The consumer markup on some text messages is an estimated 4,900 per cent, according to a leading Canadian computer scientist who testified before U.S. senators on Tuesday.

Srinivasan Keshav, Canada Research Chair in tetherless computing at the University of Waterloo, told lawmakers probing text messaging rates and the state of competition in the wireless telecommunications industry that the maximum cost of a single text message “very unlikely” exceeds 0.3 cents.

In Canada, the large cellphone companies charge pay-per-use texters 15 cents to send a text message and, beginning next month, Rogers will join Bell and Telus with an additional charge of 15 cents to receive a text message.

In the United States, carriers recently increased their per-message rate to 20 cents for those without a text plan.

“I’m not here to judge whether the market is competitive or fair, I’m just telling you this is the price and this is the cost.
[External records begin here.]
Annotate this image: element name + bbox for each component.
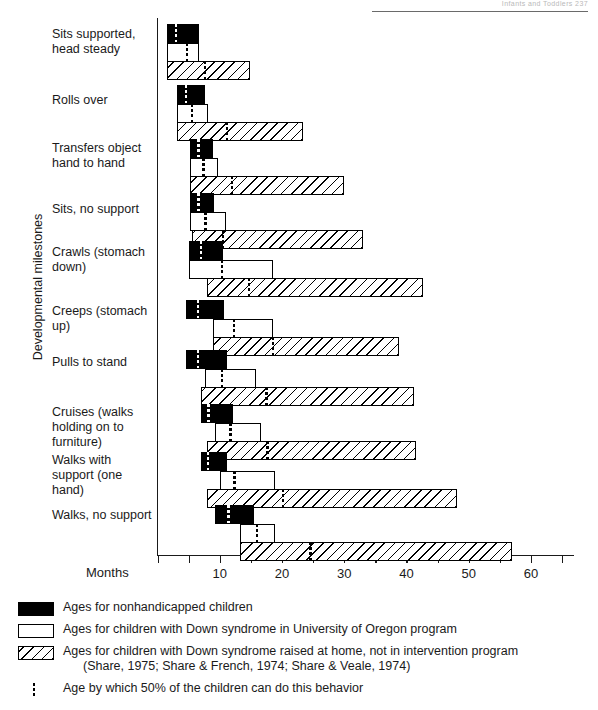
bar-hatch xyxy=(207,278,423,297)
median-marker xyxy=(207,404,209,423)
legend-label: Age by which 50% of the children can do … xyxy=(63,681,363,696)
bar-white xyxy=(215,423,260,442)
median-marker xyxy=(202,158,204,177)
category-label: Rolls over xyxy=(52,93,154,108)
median-marker xyxy=(197,139,199,158)
median-marker xyxy=(221,369,223,388)
legend-sublabel: (Share, 1975; Share & French, 1974; Shar… xyxy=(83,659,518,674)
category-label: Creeps (stomach up) xyxy=(52,304,154,334)
median-marker xyxy=(207,452,209,471)
bar-black xyxy=(186,300,225,319)
median-marker xyxy=(221,260,223,279)
legend-swatch-dotted-icon xyxy=(18,683,54,697)
bar-white xyxy=(220,471,275,490)
median-marker xyxy=(256,524,258,543)
x-tick-label: 20 xyxy=(262,566,302,581)
chart-area: 102030405060 Sits supported, head steady… xyxy=(0,0,598,595)
median-marker xyxy=(248,278,250,297)
legend-swatch-white-icon xyxy=(18,624,54,638)
legend-item: Age by which 50% of the children can do … xyxy=(18,681,588,697)
bar-white xyxy=(213,319,273,338)
x-tick-label: 40 xyxy=(386,566,426,581)
median-marker xyxy=(266,441,268,460)
legend-item: Ages for nonhandicapped children xyxy=(18,600,588,616)
bar-black xyxy=(190,193,213,212)
bar-black xyxy=(215,505,254,524)
bar-black xyxy=(186,350,227,369)
category-label: Walks with support (one hand) xyxy=(52,453,154,498)
median-marker xyxy=(186,43,188,62)
y-axis-title: Developmental milestones xyxy=(31,187,45,387)
category-label: Sits, no support xyxy=(52,202,154,217)
category-label: Sits supported, head steady xyxy=(52,27,154,57)
legend: Ages for nonhandicapped childrenAges for… xyxy=(0,598,598,710)
bar-white xyxy=(205,369,256,388)
median-marker xyxy=(191,104,193,123)
median-marker xyxy=(233,471,235,490)
bar-hatch xyxy=(167,61,250,80)
median-marker xyxy=(204,61,206,80)
median-marker xyxy=(204,212,206,231)
legend-item: Ages for children with Down syndrome in … xyxy=(18,622,588,638)
x-axis-title: Months xyxy=(86,565,129,580)
x-tick-label: 30 xyxy=(324,566,364,581)
bar-white xyxy=(189,260,272,279)
bar-hatch xyxy=(213,337,399,356)
bar-black xyxy=(201,404,233,423)
median-marker xyxy=(309,542,311,561)
category-label: Transfers object hand to hand xyxy=(52,141,154,171)
legend-swatch-hatch-icon xyxy=(18,646,54,660)
x-tick-label: 10 xyxy=(200,566,240,581)
x-tick xyxy=(189,556,190,563)
legend-item: Ages for children with Down syndrome rai… xyxy=(18,644,588,674)
x-tick-label: 60 xyxy=(511,566,551,581)
bar-black xyxy=(167,24,199,43)
category-label: Pulls to stand xyxy=(52,355,154,370)
category-label: Walks, no support xyxy=(52,508,154,523)
median-marker xyxy=(197,193,199,212)
median-marker xyxy=(226,122,228,141)
median-marker xyxy=(282,489,284,508)
bar-white xyxy=(190,212,225,231)
bar-hatch xyxy=(207,441,416,460)
bar-black xyxy=(177,85,205,104)
legend-swatch-black-icon xyxy=(18,602,54,616)
median-marker xyxy=(227,505,229,524)
legend-label: Ages for children with Down syndrome rai… xyxy=(63,644,518,659)
category-label: Crawls (stomach down) xyxy=(52,245,154,275)
legend-label: Ages for children with Down syndrome in … xyxy=(63,622,457,637)
median-marker xyxy=(200,241,202,260)
x-tick xyxy=(158,556,159,563)
bar-white xyxy=(167,43,199,62)
x-tick xyxy=(220,556,221,563)
x-tick xyxy=(562,556,563,563)
median-marker xyxy=(233,319,235,338)
median-marker xyxy=(265,387,267,406)
median-marker xyxy=(272,337,274,356)
bar-black xyxy=(189,241,223,260)
y-axis-line xyxy=(157,18,158,555)
category-label: Cruises (walks holding on to furniture) xyxy=(52,405,154,450)
bar-black xyxy=(190,139,212,158)
median-marker xyxy=(185,85,187,104)
median-marker xyxy=(229,423,231,442)
bar-black xyxy=(201,452,227,471)
legend-label: Ages for nonhandicapped children xyxy=(63,600,253,615)
x-tick-label: 50 xyxy=(449,566,489,581)
median-marker xyxy=(175,24,177,43)
bar-hatch xyxy=(240,542,513,561)
median-marker xyxy=(197,300,199,319)
x-tick xyxy=(531,556,532,563)
bar-hatch xyxy=(201,387,414,406)
median-marker xyxy=(197,350,199,369)
median-marker xyxy=(231,176,233,195)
Let people who are experiencing these plans decide whether it’s correct or not,” Keshav said in an interview before testifying.

I don’t think most people really care whether the markup is 4,900%, or 490,000%. People will pay what they think a service is worth, or they won’t pay for it. The retailer cost is really insignificant in the equation, particularly when you’re talking about such a low price for a service. Of course, now that people know they are being hosed by industry collusion, there may be ripples in the marketplace. Until now, when the companies say that the price of a text message is 15 cents, I think most people either nod, or don’t care.

Still, it’s becoming a lucrative market, as cellphones are set to eclipse personal computers as the number one technology for accessing the internet. Although the cost of text messages has been relatively stable in past years, the number of text messages has risen from 174.4 million in 2002, to 20.8 billion last year in Canada. That’s a massive increase in profits for cell phone companies. If the cost is generously estimated at 0.3 cents per message, it would cost the cell companies $23.4 million to handle the 7.8 billion text messages sent in the first quarter of 2009. But the revenue from that is somewhere in the neighbourhood of $1.17 billion. There’s almost no markup anywhere else in the world that high.

But what I’m really interested in is what the markup on those $1.50 banking transaction fees are for when you take money from an ATM that doesn’t belong to your bank. I’m guessing it costs about the same amount for the banks to handle an electronic transaction as it does a text message, which means the banks are making an astronomical profit on that venture.

Beauty And The Freak

Let me get this straight. You trusted this guy with sharp pointy things around your face?

And who falls asleep during a tattoo job? That’s like falling asleep during a colonoscopy.

The kicker is the belt that reads “sexy” in bling. And the tattoos don’t look all that bad. It could certainly be worse.